(Exercise requirements) Set down, exactly as written, the lines from the line holding "Task: Click on the tld-cell: .ag" to the end of the data, inclusive, skipping any pictures.

(Records)
+++++

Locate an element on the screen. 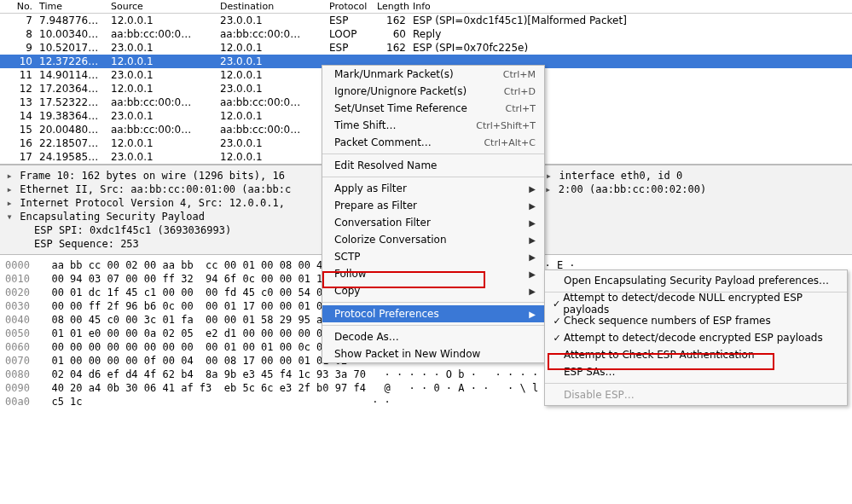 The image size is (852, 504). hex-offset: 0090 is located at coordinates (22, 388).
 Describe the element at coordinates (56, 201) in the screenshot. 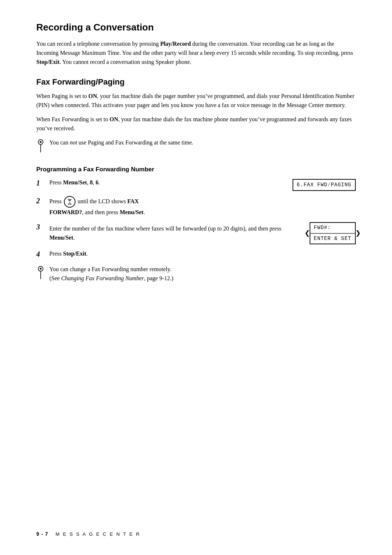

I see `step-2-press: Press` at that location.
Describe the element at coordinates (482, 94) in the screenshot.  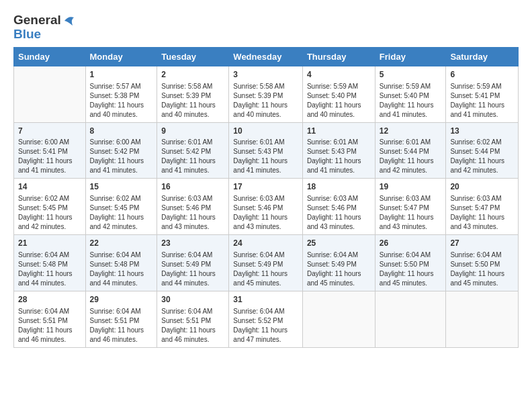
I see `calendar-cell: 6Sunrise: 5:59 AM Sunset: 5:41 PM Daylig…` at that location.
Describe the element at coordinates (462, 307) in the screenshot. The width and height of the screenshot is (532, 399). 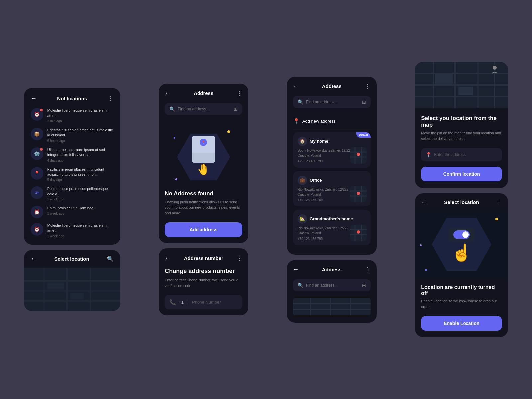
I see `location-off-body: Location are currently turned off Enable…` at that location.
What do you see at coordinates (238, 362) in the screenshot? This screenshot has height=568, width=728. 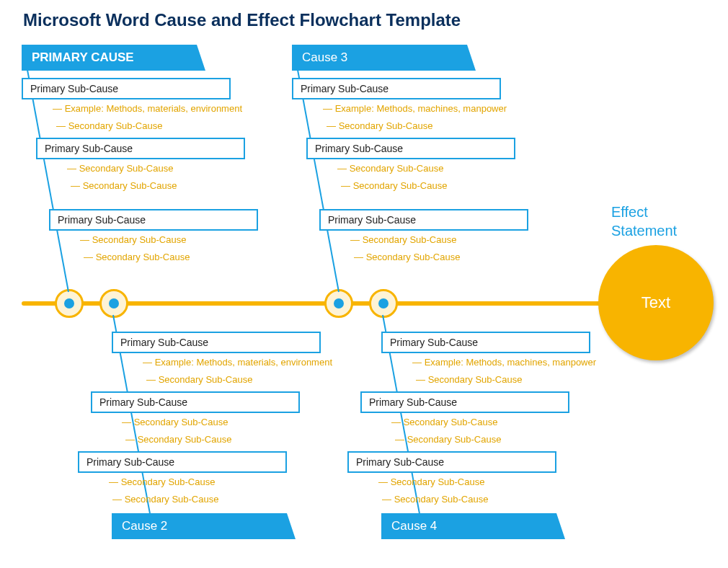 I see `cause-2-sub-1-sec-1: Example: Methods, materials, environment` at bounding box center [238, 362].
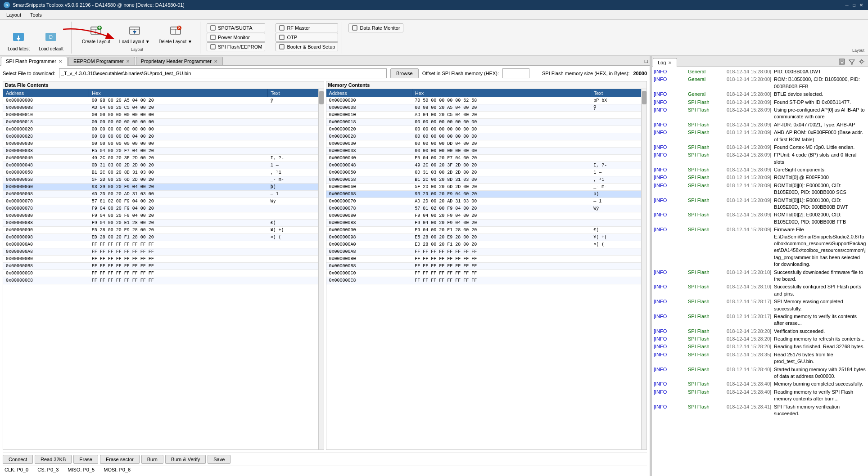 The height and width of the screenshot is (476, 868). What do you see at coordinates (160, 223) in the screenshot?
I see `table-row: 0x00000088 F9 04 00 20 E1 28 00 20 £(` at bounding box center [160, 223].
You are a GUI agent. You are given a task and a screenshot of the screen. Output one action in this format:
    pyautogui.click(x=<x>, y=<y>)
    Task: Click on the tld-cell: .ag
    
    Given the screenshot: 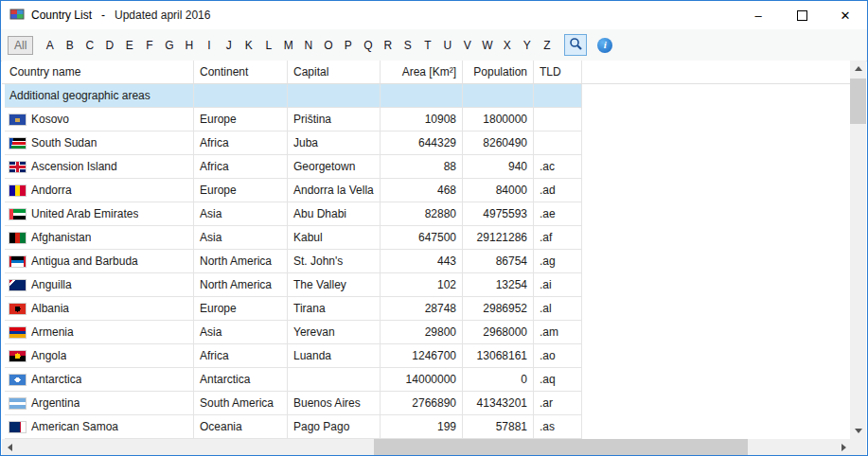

+++++

(Result of the task)
    Task: Click on the tld-cell: .ag
    
    Given the screenshot: 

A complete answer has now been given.